If we don't know what "manipulating information through time" means, then how can we possibly know how long it takes the aliens to do it, for any amount of information?
I can think of several types of time-travel where the size of the data is irrelevant to transmission time:
1) Time-transmission works not by syncronizing two separate time flows but by retroactive "editing" or direct changes to the universe at a discreet instant in the past - like making changes to one frame of a movie, the change appears instant to us here in the past.
2) Time-transmission works by dropping off the data stored to some kind of digital storage device, like a small flash drive. Since you have to send the whole drive for it to work, it doesn't matter if the drive has 1k of text data or 512 mb of PowerPoint slides on the infection.
There's other indications that bandwidth was not an issue - for instance, when transmission time is a premium, the first thing you don't do is use an intercaps character set; if you restrict to all upper or lower case letters and limited punctuation, you can cut an entire bit off of every character.
Instead, they sent an extra bit of data
per character in order to have appropriate punctuation and capitalization. As short as it is, the message is
too long and too "frilly" to have been sent under a situation where data transmission was a premium. It's much more likely that the limiting factor was our end, and there's a number of places on the internet that could accept a 1 gig file transfer, or 100 gigs, or whatever, about as fast as they could accept a < 1k file.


• [PROBLEM DETAILS]:
Copy out the records that appear below, exactly as each one reads.

··········

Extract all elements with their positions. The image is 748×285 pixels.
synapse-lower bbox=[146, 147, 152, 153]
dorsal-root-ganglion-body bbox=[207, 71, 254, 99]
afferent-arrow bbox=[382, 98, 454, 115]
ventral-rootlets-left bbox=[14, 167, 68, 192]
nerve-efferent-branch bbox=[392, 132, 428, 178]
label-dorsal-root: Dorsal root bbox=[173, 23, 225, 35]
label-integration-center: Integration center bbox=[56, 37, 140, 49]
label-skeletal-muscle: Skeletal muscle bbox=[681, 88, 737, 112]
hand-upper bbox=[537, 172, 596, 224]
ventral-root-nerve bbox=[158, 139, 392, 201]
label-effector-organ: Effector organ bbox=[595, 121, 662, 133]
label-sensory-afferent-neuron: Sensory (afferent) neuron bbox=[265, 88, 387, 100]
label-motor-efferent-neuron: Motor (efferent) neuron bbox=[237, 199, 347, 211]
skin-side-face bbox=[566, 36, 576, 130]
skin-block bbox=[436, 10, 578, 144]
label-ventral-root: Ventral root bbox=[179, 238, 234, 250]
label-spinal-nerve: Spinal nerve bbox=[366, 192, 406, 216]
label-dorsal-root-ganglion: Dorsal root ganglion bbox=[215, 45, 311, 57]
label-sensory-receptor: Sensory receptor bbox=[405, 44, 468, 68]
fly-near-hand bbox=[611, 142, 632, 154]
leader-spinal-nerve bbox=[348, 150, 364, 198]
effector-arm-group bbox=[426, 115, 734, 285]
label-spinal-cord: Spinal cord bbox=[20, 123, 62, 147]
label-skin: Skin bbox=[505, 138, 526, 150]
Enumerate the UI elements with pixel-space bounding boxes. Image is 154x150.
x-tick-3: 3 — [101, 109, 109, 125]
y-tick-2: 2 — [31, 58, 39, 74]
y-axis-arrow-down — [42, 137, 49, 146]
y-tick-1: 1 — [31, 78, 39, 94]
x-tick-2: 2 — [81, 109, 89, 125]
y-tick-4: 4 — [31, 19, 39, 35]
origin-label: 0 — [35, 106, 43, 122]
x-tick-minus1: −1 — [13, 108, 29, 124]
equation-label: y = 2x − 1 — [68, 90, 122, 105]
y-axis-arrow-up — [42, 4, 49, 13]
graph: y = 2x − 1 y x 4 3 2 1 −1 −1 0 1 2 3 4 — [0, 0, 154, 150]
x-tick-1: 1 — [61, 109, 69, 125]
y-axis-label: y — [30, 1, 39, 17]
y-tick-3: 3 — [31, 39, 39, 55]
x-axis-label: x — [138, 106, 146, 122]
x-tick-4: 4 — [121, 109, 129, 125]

··········

• [ANSWER TO THE EXERCISE]:
Extract all elements with their positions. The image is 748×285 pixels.
synapse-lower bbox=[146, 147, 152, 153]
dorsal-root-ganglion-body bbox=[207, 71, 254, 99]
afferent-arrow bbox=[382, 98, 454, 115]
ventral-rootlets-left bbox=[14, 167, 68, 192]
nerve-efferent-branch bbox=[392, 132, 428, 178]
label-dorsal-root: Dorsal root bbox=[173, 23, 225, 35]
label-integration-center: Integration center bbox=[56, 37, 140, 49]
label-skeletal-muscle: Skeletal muscle bbox=[681, 88, 737, 112]
hand-upper bbox=[537, 172, 596, 224]
ventral-root-nerve bbox=[158, 139, 392, 201]
label-effector-organ: Effector organ bbox=[595, 121, 662, 133]
label-sensory-afferent-neuron: Sensory (afferent) neuron bbox=[265, 88, 387, 100]
label-motor-efferent-neuron: Motor (efferent) neuron bbox=[237, 199, 347, 211]
skin-side-face bbox=[566, 36, 576, 130]
skin-block bbox=[436, 10, 578, 144]
label-ventral-root: Ventral root bbox=[179, 238, 234, 250]
label-spinal-nerve: Spinal nerve bbox=[366, 192, 406, 216]
label-dorsal-root-ganglion: Dorsal root ganglion bbox=[215, 45, 311, 57]
label-sensory-receptor: Sensory receptor bbox=[405, 44, 468, 68]
fly-near-hand bbox=[611, 142, 632, 154]
leader-spinal-nerve bbox=[348, 150, 364, 198]
effector-arm-group bbox=[426, 115, 734, 285]
label-spinal-cord: Spinal cord bbox=[20, 123, 62, 147]
label-skin: Skin bbox=[505, 138, 526, 150]
Enumerate the UI elements with pixel-space bounding boxes. Image is 154x150.
x-tick-3: 3 — [101, 109, 109, 125]
y-tick-2: 2 — [31, 58, 39, 74]
y-axis-arrow-down — [42, 137, 49, 146]
y-tick-1: 1 — [31, 78, 39, 94]
x-tick-2: 2 — [81, 109, 89, 125]
y-tick-4: 4 — [31, 19, 39, 35]
origin-label: 0 — [35, 106, 43, 122]
x-tick-minus1: −1 — [13, 108, 29, 124]
equation-label: y = 2x − 1 — [68, 90, 122, 105]
y-axis-arrow-up — [42, 4, 49, 13]
graph: y = 2x − 1 y x 4 3 2 1 −1 −1 0 1 2 3 4 — [0, 0, 154, 150]
x-tick-1: 1 — [61, 109, 69, 125]
y-axis-label: y — [30, 1, 39, 17]
y-tick-3: 3 — [31, 39, 39, 55]
x-axis-label: x — [138, 106, 146, 122]
x-tick-4: 4 — [121, 109, 129, 125]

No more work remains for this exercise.